98th ESA Annual Meeting (August 4 -- 9, 2013)

COS 55-10 - Quantifying the roles of shade tolerance and successional niches in tree species coexistence

Wednesday, August 7, 2013: 11:10 AM
L100C, Minneapolis Convention Center
Tao Zhang and Jeremy W. Lichstein, Department of Biology, University of Florida, Gainesville, FL
Background/Question/Methods

Different hypotheses have been developed to explain biodiversity in forests. A traditional view is that a tradeoff between low-light survivorship (LLS) and high-light growth (HLG), which has been observed in some forest communities, allows species with different successional niches to coexist. However, some well-studied forest communities provide little empirical support for the existence of this tradeoff, which has led to the hypothesis that high-dimensional tradeoffs are required for many species to coexist. Here, we combine theory derived from the Perfect Plasticity Approximation (PPA) forest dynamics model, forest inventory data, and a widely used shade-tolerance classification (Silvics of North America) to explore the role of LLS in determining late-successional competitive ability, and the role of successional niches in tree species coexistence. We used a metacommunity version of the PPA model (in which stand-replacing disturbances occur randomly in time and space) to quantify the number of successional types that can coexist. We used a numerical algorithm to solve for the multi-species transient dynamics that a single patch would undergo when the entire metacommunity is at equilibrium.

Results/Conclusions

A key result of PPA theory is that the late-successional dominant species is the species that, if grown in monoculture, would have the highest equilibrium height of canopy closure (“Z*”: the height of the shortest tree in the upper canopy, receiving full sunlight from above). This index of late-successional competitive ability is a function of multiple demographic and allometric parameters, in addition to LLS. Therefore, the absence of a HLG-LLS tradeoff does not necessarily imply that successional niches are unimportant in forest community structure, because late-successional dominance does not require high LLS. Empirically, we show that LLS and Z*hat are positively correlated within most, but not all, ecoprovinces in the eastern U.S. Both indexes are strongly correlated with the Silvics of North America shade-tolerance classification. Solutions to the PPA metacommunity model showed that, using growth and mortality rates typical of temperate forests and realistic disturbance rates, only 3 to 4 successional types can stably coexist due to successional niche differentiation alone. Therefore, although successional niches may be a widespread and important factor in forest community assembly, these niches alone typically allow only a modest number of tree species to coexist. Coexistence of larger numbers of tree species likely depends on other mechanisms.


§ **What you are asked to do**: Go through the data and copy every line in which "progress" appears.

§ **Extracted information**:
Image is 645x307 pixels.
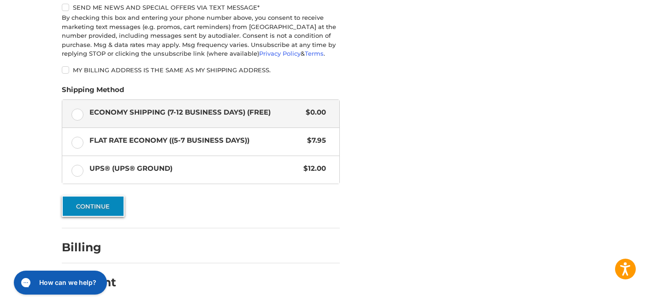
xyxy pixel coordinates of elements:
[302,135,326,146] span: $7.95
[62,4,340,11] label: Send me news and special offers via text message*
[301,107,326,118] span: $0.00
[305,50,324,57] a: Terms
[62,241,116,255] h2: Billing
[259,50,300,57] a: Privacy Policy
[89,107,301,118] span: Economy Shipping (7-12 Business Days) (Free)
[9,268,110,298] iframe: Gorgias live chat messenger
[299,164,326,174] span: $12.00
[62,13,340,59] div: By checking this box and entering your phone number above, you consent to receive marketing text ...
[89,164,299,174] span: UPS® (UPS® Ground)
[62,85,124,100] legend: Shipping Method
[62,66,340,74] label: My billing address is the same as my shipping address.
[62,196,124,217] button: Continue
[89,135,303,146] span: Flat Rate Economy ((5-7 Business Days))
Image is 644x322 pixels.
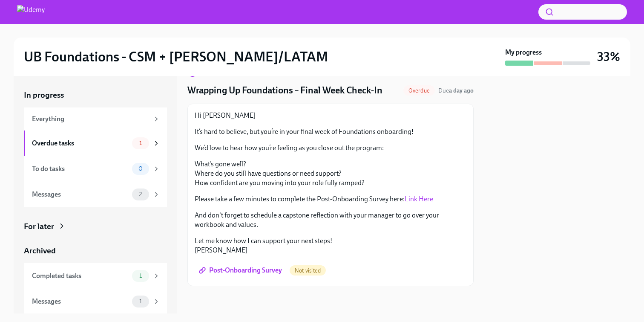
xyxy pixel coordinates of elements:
[403,88,435,94] span: Overdue
[134,298,147,304] span: 1
[24,156,167,182] a: To do tasks0
[24,130,167,156] a: Overdue tasks1
[134,272,147,279] span: 1
[24,263,167,289] a: Completed tasks1
[133,165,148,172] span: 0
[32,164,128,173] div: To do tasks
[187,84,383,97] h4: Wrapping Up Foundations – Final Week Check-In
[438,86,473,95] span: October 5th, 2025 12:00
[32,297,128,306] div: Messages
[17,5,45,19] img: Udemy
[597,49,620,64] h3: 33%
[24,221,167,232] a: For later
[195,111,466,120] p: Hi [PERSON_NAME]
[195,262,288,279] a: Post-Onboarding Survey
[32,139,128,148] div: Overdue tasks
[134,191,147,197] span: 2
[24,182,167,207] a: Messages2
[24,108,167,130] a: Everything
[195,211,466,229] p: And don't forget to schedule a capstone reflection with your manager to go over your workbook and...
[195,143,466,152] p: We’d love to hear how you’re feeling as you close out the program:
[438,87,473,94] span: Due
[24,221,54,232] div: For later
[24,245,167,256] a: Archived
[32,114,149,124] div: Everything
[195,195,466,204] p: Please take a few minutes to complete the Post-Onboarding Survey here:
[505,48,542,57] strong: My progress
[290,267,326,274] span: Not visited
[200,266,282,274] span: Post-Onboarding Survey
[134,140,147,146] span: 1
[24,48,328,65] h2: UB Foundations - CSM + [PERSON_NAME]/LATAM
[24,289,167,314] a: Messages1
[195,236,466,255] p: Let me know how I can support your next steps! [PERSON_NAME]
[32,271,128,280] div: Completed tasks
[405,195,433,203] a: Link Here
[195,160,466,187] p: What’s gone well? Where do you still have questions or need support? How confident are you moving...
[449,87,473,94] strong: a day ago
[24,90,167,101] a: In progress
[195,127,466,136] p: It’s hard to believe, but you’re in your final week of Foundations onboarding!
[32,190,128,199] div: Messages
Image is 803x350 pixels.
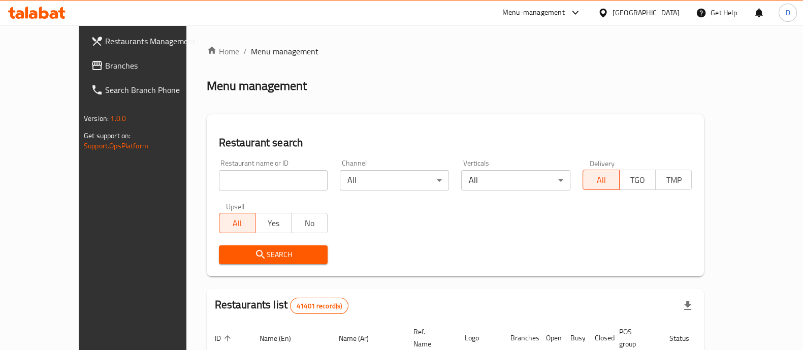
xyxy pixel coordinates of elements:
[110,112,126,125] span: 1.0.0
[587,173,615,187] span: All
[227,248,320,261] span: Search
[676,294,700,318] div: Export file
[291,301,348,311] span: 41401 record(s)
[207,45,705,57] nav: breadcrumb
[105,59,205,72] span: Branches
[624,173,652,187] span: TGO
[340,170,449,191] div: All
[670,332,703,344] span: Status
[613,7,680,18] div: [GEOGRAPHIC_DATA]
[207,45,239,57] a: Home
[619,326,649,350] span: POS group
[84,139,148,152] a: Support.OpsPlatform
[290,298,349,314] div: Total records count
[251,45,319,57] span: Menu management
[255,213,292,233] button: Yes
[655,170,692,190] button: TMP
[619,170,656,190] button: TGO
[105,84,205,96] span: Search Branch Phone
[583,170,619,190] button: All
[84,129,131,142] span: Get support on:
[226,203,245,210] label: Upsell
[219,245,328,264] button: Search
[105,35,205,47] span: Restaurants Management
[215,297,349,314] h2: Restaurants list
[660,173,688,187] span: TMP
[219,170,328,191] input: Search for restaurant name or ID..
[215,332,234,344] span: ID
[83,53,213,78] a: Branches
[84,112,109,125] span: Version:
[260,216,288,231] span: Yes
[260,332,304,344] span: Name (En)
[83,78,213,102] a: Search Branch Phone
[590,160,615,167] label: Delivery
[461,170,571,191] div: All
[291,213,328,233] button: No
[339,332,382,344] span: Name (Ar)
[414,326,445,350] span: Ref. Name
[243,45,247,57] li: /
[207,78,307,94] h2: Menu management
[219,135,692,150] h2: Restaurant search
[224,216,251,231] span: All
[502,7,565,19] div: Menu-management
[219,213,256,233] button: All
[83,29,213,53] a: Restaurants Management
[296,216,324,231] span: No
[785,7,790,18] span: D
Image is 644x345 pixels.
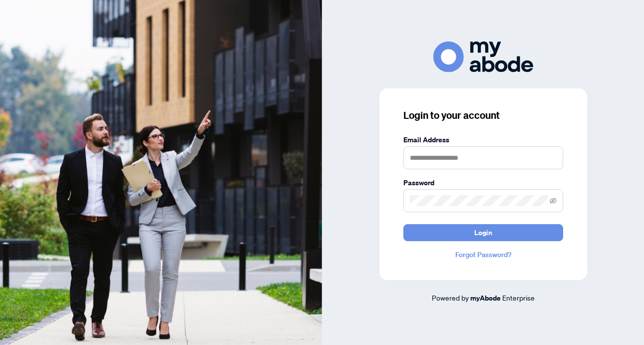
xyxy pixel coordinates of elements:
span: Powered by [432,293,469,302]
a: myAbode [470,293,501,304]
span: Login [474,225,492,241]
h3: Login to your account [403,108,563,122]
img: ma-logo [434,42,534,72]
span: Enterprise [502,293,535,302]
button: Login [403,224,563,241]
a: Forgot Password? [403,249,563,260]
label: Password [403,177,563,188]
label: Email Address [403,134,563,145]
span: eye-invisible [550,198,557,204]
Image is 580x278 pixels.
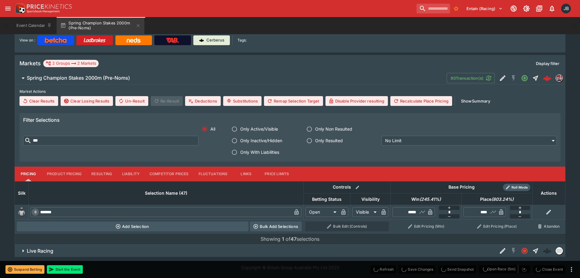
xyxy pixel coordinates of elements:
button: Connected to PK [509,3,520,14]
button: Bulk Add Selections via CSV Data [250,221,302,231]
button: Remap Selection Target [264,96,323,106]
span: Re-Result [151,96,183,106]
button: Clear Results [20,96,58,106]
button: Resulting [87,166,117,181]
span: Only With Liabilities [240,149,279,155]
span: Selection Name (47) [138,189,194,197]
button: Event Calendar [13,17,55,34]
div: Josh Brown [562,4,571,13]
button: Clear Losing Results [61,96,113,106]
h5: Markets [20,60,41,67]
button: Product Pricing [42,166,87,181]
img: Neds [127,38,140,43]
h6: Live Racing [27,247,53,254]
button: Disable Provider resulting [326,96,388,106]
h6: Spring Champion Stakes 2000m (Pre-Noms) [27,75,130,81]
button: Pricing [15,166,42,181]
span: Betting Status [306,195,349,203]
button: Display filter [533,59,563,68]
th: Actions [533,181,566,204]
th: Silk [15,181,29,204]
img: Betcha [45,38,67,43]
button: Live Racing [15,244,498,257]
p: Cerberus [207,37,225,43]
label: View on : [20,35,35,45]
button: Suspend Betting [5,265,44,273]
span: Only Non Resulted [315,126,353,132]
button: Bulk Edit (Controls) [306,221,389,231]
img: Cerberus [199,38,204,43]
span: All [211,126,215,132]
button: Price Limits [260,166,294,181]
div: pricekinetics [556,74,563,82]
span: Roll Mode [509,185,531,190]
button: Liability [117,166,145,181]
span: Only Resulted [315,137,343,144]
button: Documentation [534,3,545,14]
em: ( 803.24 %) [492,195,514,203]
img: PriceKinetics [27,4,72,9]
div: Show/hide Price Roll mode configuration. [503,183,531,191]
span: Win(245.41%) [405,195,448,203]
div: 2 Groups 2 Markets [46,60,96,67]
span: 9 [33,210,38,214]
em: ( 245.41 %) [420,195,441,203]
button: ShowSummary [458,96,494,106]
button: SGM Disabled [509,245,520,256]
img: pricekinetics [556,75,563,81]
div: b815db42-cff1-4cd8-a109-b8d0f63ed83e [543,74,552,82]
img: TabNZ [166,38,179,43]
button: Straight [530,73,541,83]
button: Select Tenant [463,4,507,13]
button: Open [520,73,530,83]
button: Notifications [547,3,558,14]
a: b815db42-cff1-4cd8-a109-b8d0f63ed83e [541,72,554,84]
div: Open [306,207,339,217]
button: Substitutions [223,96,262,106]
label: Tags: [238,35,247,45]
button: Competitor Prices [145,166,194,181]
button: Edit Detail [498,245,509,256]
button: Spring Champion Stakes 2000m (Pre-Noms) [57,17,144,34]
span: Only Active/Visible [240,126,278,132]
button: Recalculate Place Pricing [391,96,452,106]
button: Fluctuations [194,166,233,181]
div: Visible [353,207,379,217]
button: Edit Detail [498,73,509,83]
span: Only Inactive/Hidden [240,137,282,144]
b: 1 [282,236,284,242]
button: Links [232,166,260,181]
img: liveracing [556,247,563,254]
button: Closed [520,245,530,256]
p: Showing of selections [261,235,320,242]
button: open drawer [2,3,13,14]
button: Edit Pricing (Win) [393,221,460,231]
input: search [417,4,450,13]
button: Toggle light/dark mode [521,3,532,14]
span: Place(803.24%) [474,195,521,203]
a: Cerberus [193,35,230,45]
img: Ladbrokes [83,38,106,43]
h6: Filter Selections [23,117,557,123]
button: Bulk edit [354,183,362,191]
span: Visibility [355,195,387,203]
button: Un-Result [115,96,148,106]
div: Base Pricing [446,183,477,191]
button: SGM Disabled [509,73,520,83]
button: Start the Event [47,265,83,273]
button: Edit Pricing (Place) [464,221,531,231]
button: Josh Brown [560,2,573,15]
th: Controls [304,181,391,193]
img: PriceKinetics Logo [13,2,26,15]
div: No Limit [382,136,557,145]
button: Deductions [185,96,221,106]
img: blank-silk.png [17,207,27,217]
div: split button [479,264,531,273]
img: logo-cerberus--red.svg [543,74,552,82]
button: Straight [530,245,541,256]
button: Add Selection [17,221,249,231]
label: Market Actions [20,87,561,96]
button: more [568,265,576,273]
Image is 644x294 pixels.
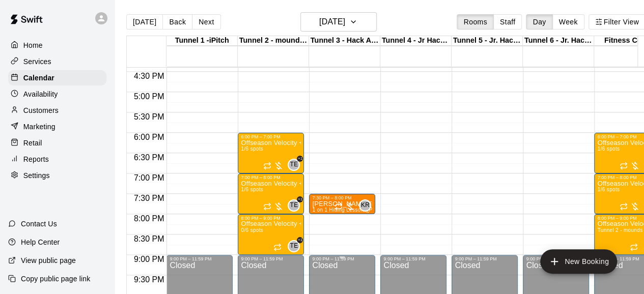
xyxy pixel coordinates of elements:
[312,196,372,200] div: 7:30 PM – 8:00 PM
[238,36,309,46] div: Tunnel 2 - mounds and MOCAP
[290,200,298,210] span: TE
[309,194,375,214] div: 7:30 PM – 8:00 PM: 1 on 1 Hitting Lesson (Kevin Reeves)
[292,240,300,252] span: Tyler Eckberg & 1 other
[290,160,298,170] span: TE
[292,200,300,212] span: Tyler Eckberg & 1 other
[24,138,43,148] p: Retail
[8,102,107,118] a: Customers
[288,158,300,171] div: Tyler Eckberg
[383,256,444,262] div: 9:00 PM – 11:59 PM
[132,214,167,223] span: 8:00 PM
[241,227,263,233] span: 0/6 spots filled
[290,241,298,252] span: TE
[8,38,107,53] a: Home
[334,202,343,210] span: Recurring event
[238,173,304,214] div: 7:00 PM – 8:00 PM: Offseason Velocity + Arm Care Program (Tuesday & Thur 7-8 pm mixed ages)
[8,136,107,150] a: Retail
[359,200,371,212] div: Kevin Reeves
[24,73,55,83] p: Calendar
[126,14,163,30] button: [DATE]
[309,36,380,46] div: Tunnel 3 - Hack Attack
[241,216,301,220] div: 8:00 PM – 9:00 PM
[526,14,552,30] button: Day
[552,14,585,30] button: Week
[312,256,372,262] div: 9:00 PM – 11:59 PM
[163,14,192,30] button: Back
[132,173,167,182] span: 7:00 PM
[456,14,493,30] button: Rooms
[21,274,90,284] p: Copy public page link
[24,154,49,165] p: Reports
[8,168,107,183] a: Settings
[319,15,345,29] h6: [DATE]
[21,237,59,247] p: Help Center
[24,40,43,51] p: Home
[363,200,371,212] span: Kevin Reeves
[241,146,263,152] span: 1/6 spots filled
[167,36,238,46] div: Tunnel 1 -iPitch
[8,119,107,134] a: Marketing
[241,175,301,180] div: 7:00 PM – 8:00 PM
[540,249,617,274] button: add
[241,187,263,192] span: 1/6 spots filled
[8,152,107,167] a: Reports
[132,275,167,284] span: 9:30 PM
[297,156,303,162] span: +1
[597,146,620,152] span: 1/6 spots filled
[493,14,522,30] button: Staff
[21,256,76,266] p: View public page
[454,256,514,262] div: 9:00 PM – 11:59 PM
[132,235,167,243] span: 8:30 PM
[238,214,304,255] div: 8:00 PM – 9:00 PM: Offseason Velocity + Arm Care Program (Tue & Thurs 8- 9pm 13 & up)
[24,105,59,115] p: Customers
[132,194,167,202] span: 7:30 PM
[273,243,281,252] span: Recurring event
[132,133,167,142] span: 6:00 PM
[8,86,107,102] a: Availability
[24,121,55,131] p: Marketing
[380,36,452,46] div: Tunnel 4 - Jr Hack Attack
[292,158,300,171] span: Tyler Eckberg & 1 other
[263,202,271,210] span: Recurring event
[241,256,301,262] div: 9:00 PM – 11:59 PM
[620,202,628,210] span: Recurring event
[263,162,271,170] span: Recurring event
[361,200,369,210] span: KR
[597,187,620,192] span: 1/6 spots filled
[288,200,300,212] div: Tyler Eckberg
[620,162,628,170] span: Recurring event
[169,256,230,262] div: 9:00 PM – 11:59 PM
[24,171,50,181] p: Settings
[312,207,413,212] span: 1 on 1 Hitting Lesson ([PERSON_NAME])
[630,243,638,252] span: Recurring event
[8,54,107,69] a: Services
[522,36,594,46] div: Tunnel 6 - Jr. Hack Attack
[297,196,303,202] span: +1
[132,92,167,100] span: 5:00 PM
[300,12,377,32] button: [DATE]
[452,36,522,46] div: Tunnel 5 - Jr. Hack Attack
[132,113,167,121] span: 5:30 PM
[288,240,300,252] div: Tyler Eckberg
[297,237,303,243] span: +1
[24,57,51,67] p: Services
[132,71,167,80] span: 4:30 PM
[238,133,304,173] div: 6:00 PM – 7:00 PM: Offseason Velocity + Arm Care Program (Tuesday & Thur 600-700pm 12& under)
[132,153,167,162] span: 6:30 PM
[241,134,301,140] div: 6:00 PM – 7:00 PM
[21,218,57,229] p: Contact Us
[132,255,167,264] span: 9:00 PM
[526,256,586,262] div: 9:00 PM – 11:59 PM
[24,89,58,99] p: Availability
[8,70,107,86] a: Calendar
[192,14,221,30] button: Next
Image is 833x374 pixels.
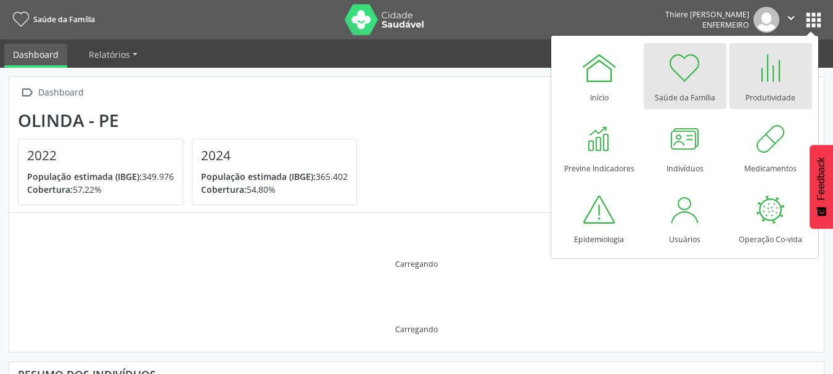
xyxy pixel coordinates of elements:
i:  [784,11,798,25]
a: Indivíduos [644,114,726,180]
a:  Dashboard [18,84,86,102]
p: 349.976 [27,170,174,183]
button: Feedback - Mostrar pesquisa [810,145,833,229]
a: Operação Co-vida [729,185,812,251]
span: Enfermeiro [702,20,749,30]
div: Carregando [395,259,438,269]
a: Produtividade [729,43,812,109]
span: Cobertura: [201,184,247,195]
a: Usuários [644,185,726,251]
a: Início [558,43,641,109]
p: 57,22% [27,183,174,196]
button:  [779,7,803,33]
div: Olinda - PE [18,110,366,131]
p: 54,80% [201,183,348,196]
div: Thiere [PERSON_NAME] [665,9,749,20]
a: Dashboard [4,44,67,68]
span: Cobertura: [27,184,73,195]
a: Medicamentos [729,114,812,180]
img: img [754,7,779,33]
a: Previne Indicadores [558,114,641,180]
span: Feedback [816,157,827,200]
h4: 2022 [27,148,174,163]
a: Epidemiologia [558,185,641,251]
a: Saúde da Família [9,9,95,30]
a: Saúde da Família [644,43,726,109]
span: População estimada (IBGE): [27,171,142,183]
span: População estimada (IBGE): [201,171,316,183]
button: apps [803,9,824,31]
div: Carregando [395,324,438,335]
p: 365.402 [201,170,348,183]
h4: 2024 [201,148,348,163]
div: Dashboard [36,84,86,102]
a: Relatórios [80,44,146,65]
span: Saúde da Família [33,14,95,25]
span: Relatórios [89,49,130,60]
i:  [18,84,36,102]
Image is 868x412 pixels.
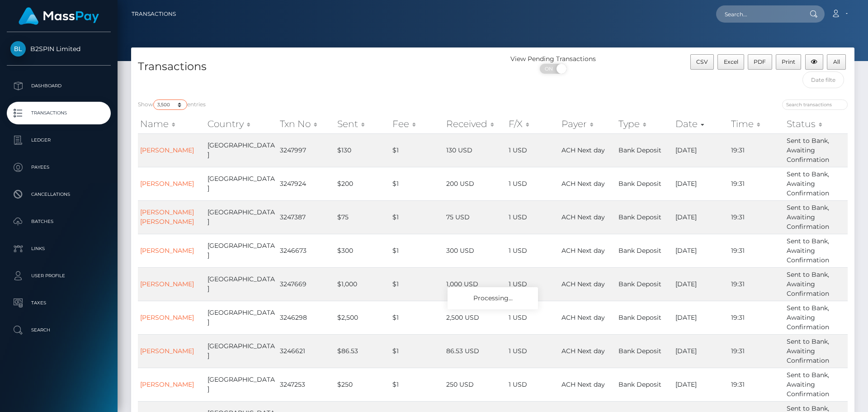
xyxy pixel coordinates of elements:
[616,267,673,300] td: Bank Deposit
[7,292,111,314] a: Taxes
[390,115,444,133] th: Fee: activate to sort column ascending
[10,215,107,228] p: Batches
[673,367,728,401] td: [DATE]
[507,167,559,201] td: 1 USD
[784,167,848,201] td: Sent to Bank, Awaiting Confirmation
[562,179,605,188] span: ACH Next day
[206,334,277,367] td: [GEOGRAPHIC_DATA]
[277,334,335,367] td: 3246621
[728,201,785,233] td: 19:31
[390,233,444,267] td: $1
[335,134,390,167] td: $130
[7,238,111,260] a: Links
[616,201,673,233] td: Bank Deposit
[335,233,390,267] td: $300
[562,246,605,255] span: ACH Next day
[492,54,613,63] div: View Pending Transactions
[696,58,708,65] span: CSV
[10,296,107,310] p: Taxes
[140,208,194,226] a: [PERSON_NAME] [PERSON_NAME]
[827,54,846,69] button: All
[7,265,111,287] a: User Profile
[776,54,801,69] button: Print
[833,58,840,65] span: All
[616,300,673,334] td: Bank Deposit
[728,233,785,267] td: 19:31
[784,267,848,300] td: Sent to Bank, Awaiting Confirmation
[153,100,187,110] select: Showentries
[784,201,848,233] td: Sent to Bank, Awaiting Confirmation
[562,347,605,355] span: ACH Next day
[673,201,728,233] td: [DATE]
[390,334,444,367] td: $1
[444,201,507,233] td: 75 USD
[206,233,277,267] td: [GEOGRAPHIC_DATA]
[673,334,728,367] td: [DATE]
[7,156,111,179] a: Payees
[507,201,559,233] td: 1 USD
[784,367,848,401] td: Sent to Bank, Awaiting Confirmation
[673,300,728,334] td: [DATE]
[390,167,444,201] td: $1
[277,115,335,133] th: Txn No: activate to sort column ascending
[444,267,507,300] td: 1,000 USD
[784,134,848,167] td: Sent to Bank, Awaiting Confirmation
[140,313,194,321] a: [PERSON_NAME]
[390,367,444,401] td: $1
[728,115,785,133] th: Time: activate to sort column ascending
[803,71,844,88] input: Date filter
[10,188,107,201] p: Cancellations
[444,167,507,201] td: 200 USD
[673,267,728,300] td: [DATE]
[206,167,277,201] td: [GEOGRAPHIC_DATA]
[616,334,673,367] td: Bank Deposit
[754,58,766,65] span: PDF
[206,267,277,300] td: [GEOGRAPHIC_DATA]
[562,313,605,321] span: ACH Next day
[507,134,559,167] td: 1 USD
[728,334,785,367] td: 19:31
[783,100,848,110] input: Search transactions
[138,58,486,74] h4: Transactions
[7,183,111,206] a: Cancellations
[335,267,390,300] td: $1,000
[562,146,605,154] span: ACH Next day
[10,161,107,174] p: Payees
[539,63,562,74] span: ON
[673,115,728,133] th: Date: activate to sort column ascending
[138,115,206,133] th: Name: activate to sort column ascending
[132,4,176,24] a: Transactions
[335,334,390,367] td: $86.53
[448,287,538,310] div: Processing...
[277,300,335,334] td: 3246298
[19,8,99,25] img: MassPay Logo
[140,280,194,288] a: [PERSON_NAME]
[10,80,107,93] p: Dashboard
[206,300,277,334] td: [GEOGRAPHIC_DATA]
[390,201,444,233] td: $1
[716,5,801,23] input: Search...
[444,233,507,267] td: 300 USD
[673,134,728,167] td: [DATE]
[277,201,335,233] td: 3247387
[616,134,673,167] td: Bank Deposit
[140,347,194,355] a: [PERSON_NAME]
[335,201,390,233] td: $75
[782,58,795,65] span: Print
[507,367,559,401] td: 1 USD
[277,367,335,401] td: 3247253
[7,319,111,341] a: Search
[616,167,673,201] td: Bank Deposit
[784,334,848,367] td: Sent to Bank, Awaiting Confirmation
[7,45,111,53] span: B2SPIN Limited
[728,167,785,201] td: 19:31
[562,280,605,288] span: ACH Next day
[10,134,107,147] p: Ledger
[444,134,507,167] td: 130 USD
[10,107,107,120] p: Transactions
[277,134,335,167] td: 3247997
[140,246,194,255] a: [PERSON_NAME]
[138,100,206,110] label: Show entries
[444,334,507,367] td: 86.53 USD
[559,115,616,133] th: Payer: activate to sort column ascending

§ **Finished exercise**:
[505,48,542,57] strong: My progress
[24,90,167,101] a: In progress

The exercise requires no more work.